Thursday, April 5, 2007

Help from the Government

There are many good people who work for the government, but as an institution, the government can be pretty useless. While the people who work for the government often go to extraordinary lengths to do their jobs, often times the "system" is just plain against them.

I recently had two emails that kind of illustrate the point.

One is from someone who works in a state penal system. This person is a counselor, and is looking for help in the form of someone who can come and talk to inmates who are about to be released to help motivate them to avoid gang affiliation and criminal activities once they get released, and to give them some ideas how to do so.

I applaud this individual. I wish we had more like this person. While many government employees are simply bureaucrats and sit around doing their job, no more no less, this person is taking initiative to find out how to do the job better, more competently, more thoroughly. This person is trying to serve the community by helping keep people who have committed crimes and are finishing their prison time from returning to a life of crime upon release. This is also a tremendous service to the prisoners who are about to be released. The effort here is to create a true win-win situation, helping all parties involved. God bless you for trying!

What's irritating, though, is that the government's penal system -- in this person's state and in every other -- should already have such a proactive program in place. Instead, they so often just release the prisoner back into the same system from which that prisoner came. Often times, the only change is that the individual's attitude has been hardened by the prison time, and the individual has learned more about crime by exchanging stories with other prisoners.

This brings me to the other email I got.

A mother is looking for help for her son, who wants to change, is trying to change, but finds life outside prison very challenging. She asked if there are any government programs that can help.

Of course, there probably are some government programs that could be of help.

The point is, though, that they shouldn't have to be asking. There should be proactive involvement on the part of the government-run penal system with a list of support organizations that people can contact upon their release. Those support organizations could be, and probably would be, private-sector and faith-based. The government doesn't have to recommend them (and shouldn't -- First Amendment); they can merely make the information available for those who want it.

True change in a person's life is a spiritual matter. In general terms, even if a person is not religious, the person needs to want to change and try hard to do so. Of course, as a Christian, I believe we all need to change, and that is why God sent His Son to us: to help us to change and to show us how.

There are certain things the government can do for us and should do for us. Defend the nation on the federal level (national defense), and defend society on all levels (policing), are two functions that come to mind. It is inappropriate to privatize these functions as they entail power that is too easy to abuse. For a similar reason, I am against privatizing prisons.

Beyond certain functions, though, the government can be pretty useless.

In New Orleans, for example, there were people who had spent so many years receiving government checks and living in government housing -- checks and housing that were intended to be temporary -- that they forgot how to take care of themselves. What was supposed to be a safety net became a hammock. The government's programs were counterproductive, creating a culture of helplessness and dependence on the government. People were taught a culture of victimization; they became addicted to government assistance. When Hurricane Katrina hit, the government showed how worthless it can be in a crisis, and these people were left in a devastated place that was suddenly and to a great extent temporarily ruled by criminals.

I think it's time we take a good, hard look at what little it is that government can actually do for us, and then pay government accordingly -- a low, flat tax.

Eliminate all the useless or counterproductive government programs -- the pork -- and we could have a whopping tax cut, which would mean more money in our pockets. That money would be invested and spent, spurring economic growth. The private sector would have more funding for the faith-based and charitable programs that really work, eliminating, through increased economic opportunity and a better-funded private sector safety net, much of the need for government programs. And, the government, taking a smaller piece of a bigger economic pie, would have more tax dollars to spend -- enough to give people like that counselor I mentioned above a well-deserved raise!

The biggest help the government can give us is to cut our taxes as much as possible and leave us alone as much as possible.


→ **WORK ORDER**: Scan the entries below. Return every line that includes "mark".

Dataset rows about figures
________________________________________

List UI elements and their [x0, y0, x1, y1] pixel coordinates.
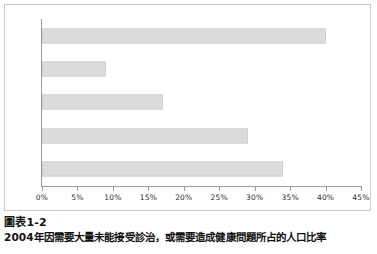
- x-tick-label: 0%: [36, 193, 48, 202]
- bar-row: 英國: [5, 52, 372, 85]
- x-axis-line: [41, 186, 362, 187]
- caption-title: 圖表1-2: [4, 216, 371, 229]
- bar-英國[interactable]: [42, 61, 106, 76]
- caption-subtitle: 2004年因需要大量未能接受診治，或需要造成健康問題所占的人口比率: [4, 231, 371, 244]
- bar-紐西蘭[interactable]: [42, 162, 283, 177]
- x-tick-label: 5%: [71, 193, 83, 202]
- tick-mark: [77, 186, 78, 191]
- tick-mark: [148, 186, 149, 191]
- bar-row: 美國: [5, 19, 372, 52]
- x-tick-label: 35%: [281, 193, 298, 202]
- bar-row: 紐西蘭: [5, 153, 372, 186]
- x-tick-label: 20%: [175, 193, 192, 202]
- tick-mark: [184, 186, 185, 191]
- tick-mark: [219, 186, 220, 191]
- x-tick-label: 30%: [246, 193, 263, 202]
- figure-frame: 美國英國加拿大澳洲紐西蘭 0%5%10%15%20%25%30%35%40%45…: [4, 4, 371, 211]
- bar-澳洲[interactable]: [42, 128, 248, 143]
- bar-美國[interactable]: [42, 28, 326, 43]
- bar-chart-plot-area: 美國英國加拿大澳洲紐西蘭 0%5%10%15%20%25%30%35%40%45…: [5, 5, 372, 212]
- x-tick-label: 25%: [211, 193, 228, 202]
- tick-mark: [113, 186, 114, 191]
- x-tick-label: 15%: [140, 193, 157, 202]
- tick-mark: [255, 186, 256, 191]
- tick-mark: [326, 186, 327, 191]
- x-tick-label: 40%: [317, 193, 334, 202]
- bar-加拿大[interactable]: [42, 95, 163, 110]
- x-tick-label: 10%: [104, 193, 121, 202]
- x-tick-label: 45%: [352, 193, 369, 202]
- figure-caption: 圖表1-2 2004年因需要大量未能接受診治，或需要造成健康問題所占的人口比率: [4, 216, 371, 244]
- tick-mark: [42, 186, 43, 191]
- tick-mark: [290, 186, 291, 191]
- bar-row: 加拿大: [5, 86, 372, 119]
- tick-mark: [361, 186, 362, 191]
- bar-row: 澳洲: [5, 119, 372, 152]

________________________________________

→ **WRITTEN ANSWER**:
- tick-mark: [77, 186, 78, 191]
- tick-mark: [148, 186, 149, 191]
- tick-mark: [184, 186, 185, 191]
- tick-mark: [219, 186, 220, 191]
- tick-mark: [113, 186, 114, 191]
- tick-mark: [255, 186, 256, 191]
- tick-mark: [326, 186, 327, 191]
- tick-mark: [42, 186, 43, 191]
- tick-mark: [290, 186, 291, 191]
- tick-mark: [361, 186, 362, 191]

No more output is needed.